Monday, February 09, 2004

The Press Let's Your Government Repeatedly Lie To You


"One question worth asking," John Walcott of Knight Ridder says, "is whether we in journalism have become too reliant on high-level officials instead of cultivating less glamorous people in the bowels of the bureaucracy. "In the case of Iraq, he added, the political appointees "really closed ranks. So if you relied exclusively on traditional news sources—assistant secretaries and above—you would not have heard things we heard." What Walcott calls "the blue collar" employees of the agencies—the working analysts or former analysts—were drawn on extensively by Knight Ridder, but by few others.

The nearer the war drew, and the more determined the administration seemed to wage it, the less editors were willing to ask tough questions.

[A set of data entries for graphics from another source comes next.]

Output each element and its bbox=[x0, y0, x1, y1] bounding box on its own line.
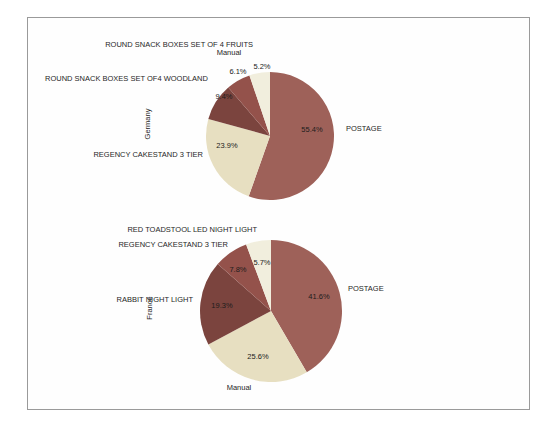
france-pct-manual: 25.6% bbox=[240, 352, 276, 361]
france-label-postage: POSTAGE bbox=[348, 284, 384, 293]
germany-pct-regency: 23.9% bbox=[209, 141, 245, 150]
france-label-rabbit-night-light: RABBIT NIGHT LIGHT bbox=[73, 295, 193, 304]
germany-pct-manual: 5.2% bbox=[244, 62, 280, 71]
france-label-manual: Manual bbox=[215, 383, 263, 392]
germany-label-round-snack-woodland: ROUND SNACK BOXES SET OF4 WOODLAND bbox=[45, 74, 203, 83]
france-label-red-toadstool: RED TOADSTOOL LED NIGHT LIGHT bbox=[107, 225, 257, 234]
france-pct-toadstool: 5.7% bbox=[244, 258, 280, 267]
germany-pct-postage: 55.4% bbox=[294, 125, 330, 134]
france-label-regency-cakestand: REGENCY CAKESTAND 3 TIER bbox=[78, 240, 228, 249]
germany-label-postage: POSTAGE bbox=[346, 124, 382, 133]
france-pct-rabbit: 19.3% bbox=[204, 301, 240, 310]
germany-label-manual: Manual bbox=[205, 48, 253, 57]
germany-pct-woodland: 9.4% bbox=[206, 92, 242, 101]
france-pct-postage: 41.6% bbox=[301, 292, 337, 301]
germany-label-regency-cakestand: REGENCY CAKESTAND 3 TIER bbox=[91, 150, 203, 159]
france-axis-label: France bbox=[145, 296, 154, 319]
germany-axis-label: Germany bbox=[143, 109, 152, 140]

The occasional critical stories that did appear were, like Pincus's at the Washington Post, tucked well out of sight.

The contrast between the press's feistiness since the end of the war and its meekness before it highlights one of the most entrenched and disturbing features of American journalism: its pack mentality. Editors and reporters don't like to diverge too sharply from what everyone else is writing. When a president is popular and a consensus prevails, journalists shrink from challenging him. Even now, papers like the Times and the Post seem loath to give prominent play to stories that make the administration look too bad.